Lenders and investors expect sponsors to present a site with a clean title path, a zoning confirmation or conditional approval, a preliminary construction budget from a credentialed general contractor, and a demonstrated track record with LIHTC compliance. A strong development team, including an experienced LIHTC attorney, a CPA familiar with tax credit syndication, and a third-party management company with Section 42 compliance history, is a prerequisite rather than a differentiator at this level of the market.
Common Execution Pitfalls in Spokane
First, prevailing wage exposure deserves early attention. Washington State's prevailing wage requirements apply broadly to affordable housing projects receiving public funding, and Spokane's construction labor market has tightened considerably. Sponsors who build their pro forma on cost estimates that do not fully account for certified payroll compliance, wage rate escalation, and the administrative burden of prevailing wage reporting frequently discover a budget gap late in the process when it is hardest to close.
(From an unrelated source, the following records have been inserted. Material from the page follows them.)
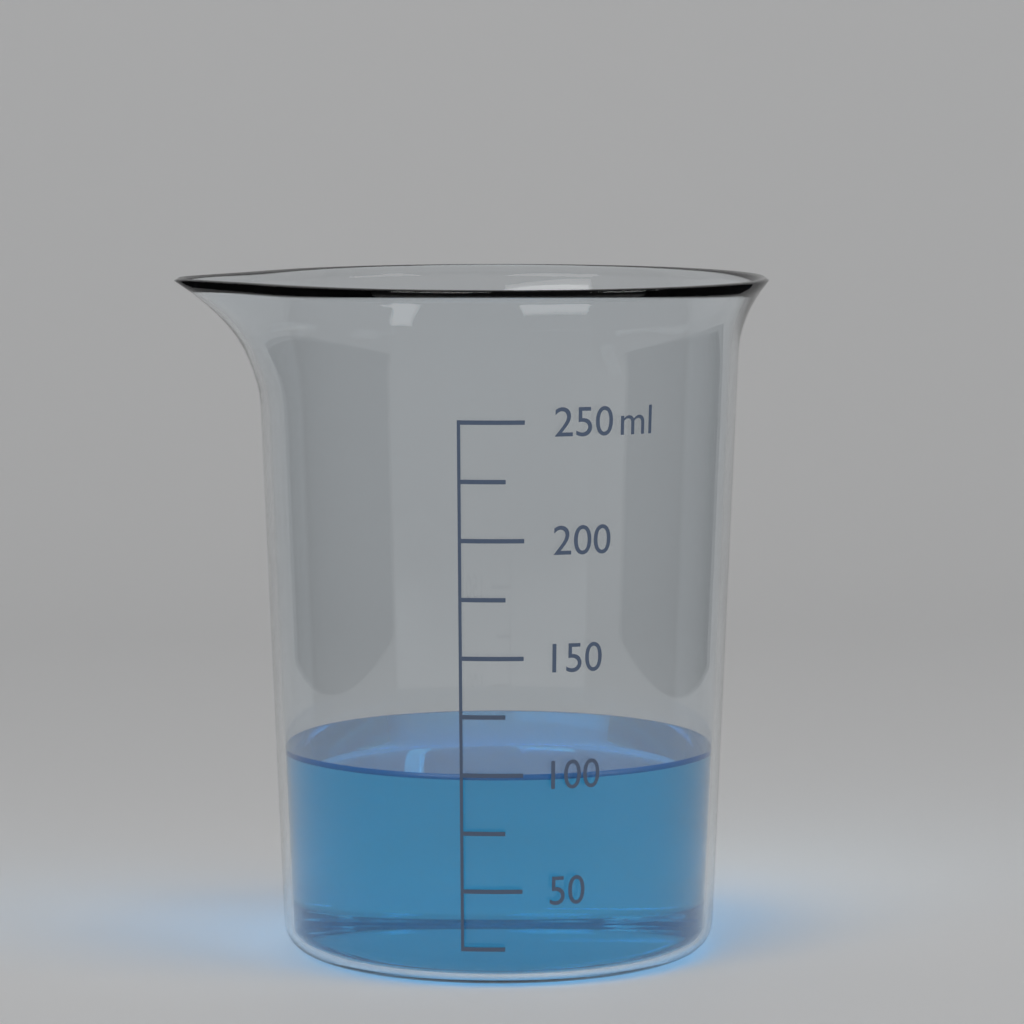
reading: 100 ml
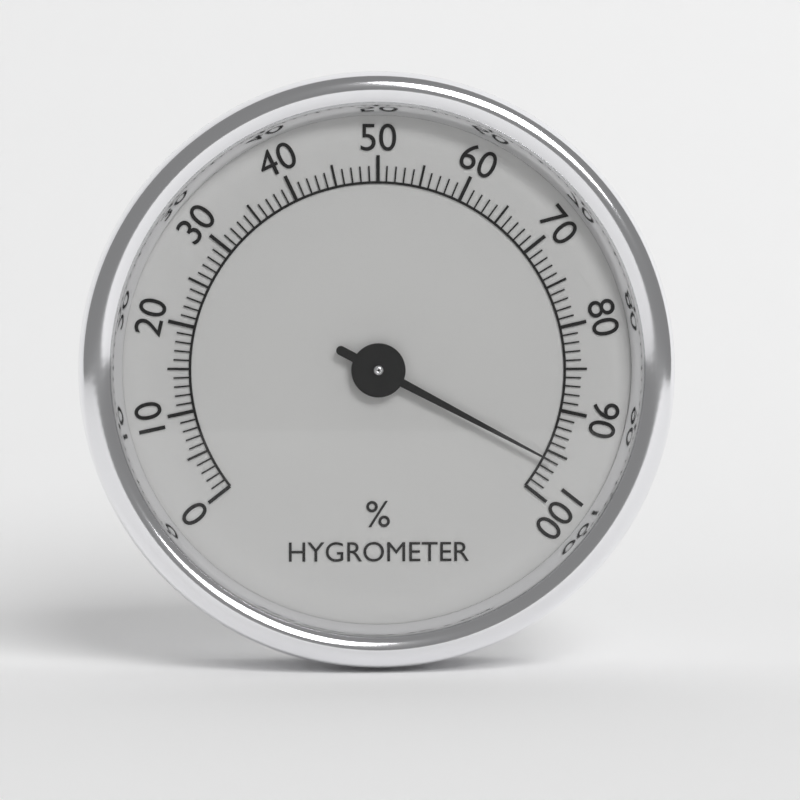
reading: 96 %
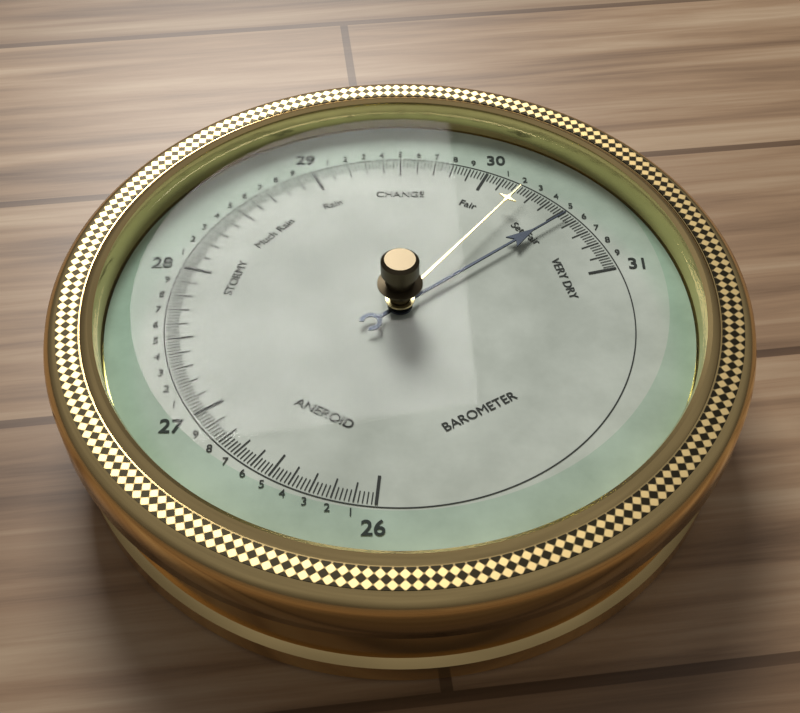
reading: 30.54 (no unit)
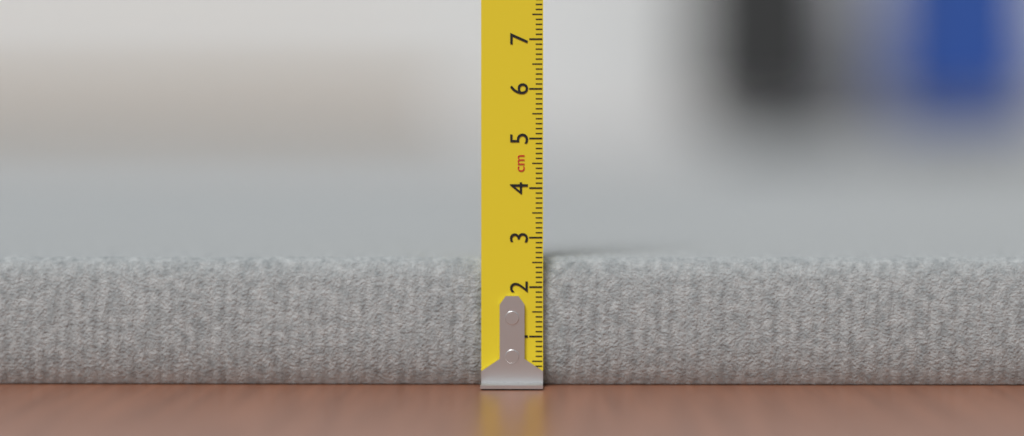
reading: 2.6 cm
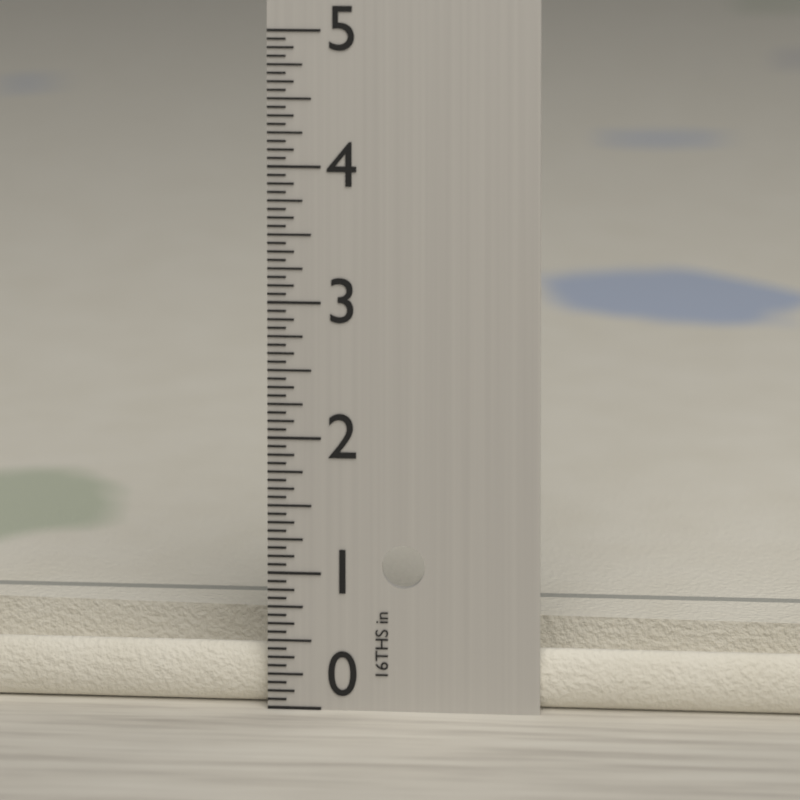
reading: 0.4375 in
Second, WSHFC scoring round timing creates real predevelopment risk. The WSHFC application calendar means a developer who misses a round by even a few weeks may face a gap of several months before the next opportunity. Site control structures that do not accommodate that contingency, particularly option agreements with rigid expiration terms, can put a project's land position at risk before it ever reaches credit allocation.
Third, the bifurcated soft debt environment between the City of Spokane and Spokane County requires sponsors to track two separate entitlement program cycles, application windows, and underwriting standards. Deals that depend on both sources for gap closure need to sequence those applications carefully, and a delay or award reduction from either jurisdiction can destabilize the entire stack.
Fourth, site control in high-activity submarkets like Kendall Yards-adjacent corridors and parts of the South Hill has become more complicated as market-rate development interest in Spokane has increased. Sellers in these areas increasingly have competing offers from market-rate developers who move faster and carry fewer contingencies. Affordable developers who have not secured an option with adequate predevelopment runway before beginning a WSHFC application are in a structurally vulnerable position.
If you have site control or are working through predevelopment on a 9% LIHTC deal in Spokane, CLS CRE can help you stress-test your capital stack, identify the right lender and investor profiles for your deal, and sequence your soft debt applications against the WSHFC allocation calendar. Contact Trevor Damyan at CLS CRE directly to discuss your project. For a full overview of the 9% LIHTC program and how it compares to other affordable financing tools, visit the complete program guide at clscre.com.